Commissioner Thomas Jacobsen said he also looked at the two businesses, adding, “The only difference is that one of these is in an area that’s underserved.”

He gave the nod to Bout Time, because it would be the only bar in Bluffdale, a town in southern Salt Lake County with a population of around 19,000.

The liquor board first voted down a motion to give Fisher the sole bar license, then approved the license for Bout Time.

The applicants may have to wait until May for another bar license to become available.

The Utah Legislature, however, is considering an omnibus liquor bill that could expand the number of available bar licenses.

The bill, when first proposed by Sen. Jerry Stevenson, R-Layton, would have exempted the bar licenses given to fraternal and equity groups, like golf clubs, from the population quota — which would have freed up 40 bar licenses. When Stevenson presented a revised bill to a Senate committee this week, that exemption was gone, replaced with a tighter exemption for “a certain number” of licenses, which would pump about 20 new bar licenses into the system. The committee passed that bill to the full Senate.

Commissioner Tara Thue said that one issue not addressed in the omnibus bill is the shortage of restaurant licenses available. Thue said there are currently 18 restaurant licenses available.

That number, Thue said, “probably isn’t even enough to get us through the year. … We are out of full-service restaurant licenses, basically.”

Tennert said the board would start judging restaurant applicants with the same scrutiny given to bar license applicants — and make sure any restaurant getting a license was ready to open immediately.
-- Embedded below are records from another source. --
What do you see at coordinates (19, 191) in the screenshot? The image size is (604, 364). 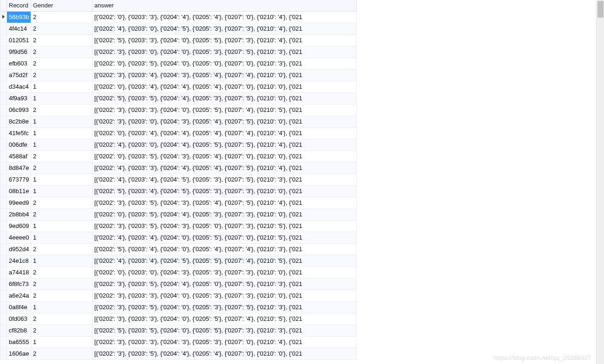 I see `cell-record: 08b11e` at bounding box center [19, 191].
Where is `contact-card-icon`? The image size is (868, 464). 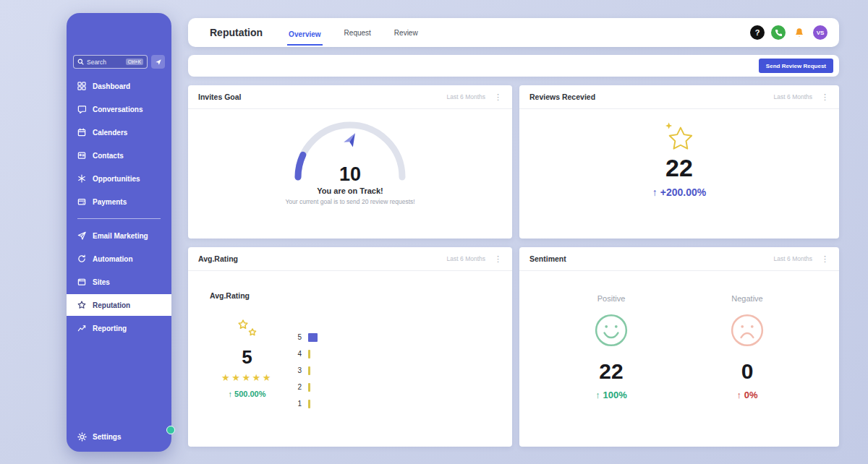 contact-card-icon is located at coordinates (82, 155).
The commission approved new licenses for two restaurants that are ready: The Kathmandu, at 3142 S. Highland Dr., Salt Lake City (which was switching from a limited restaurant license), and Gurus Sports Bar, 1091 N. Bluff St., St. George.

The commission asked representatives from seven restaurants hoping to open in March and April to explain, in detail, how close they were to being ready to open doors.

“I don’t want to ask about bar stools and neon signs and glassware and construction schedules,” Thue said, but that the current scarcity made it necessary.

Ultimately, the commission could not agree on which of the seven applicants should get a restaurant license — so the board didn’t give out any. Tennert said the commission plans to call a special meeting in mid-March to see which of the applicants were ready to open and to receive a license.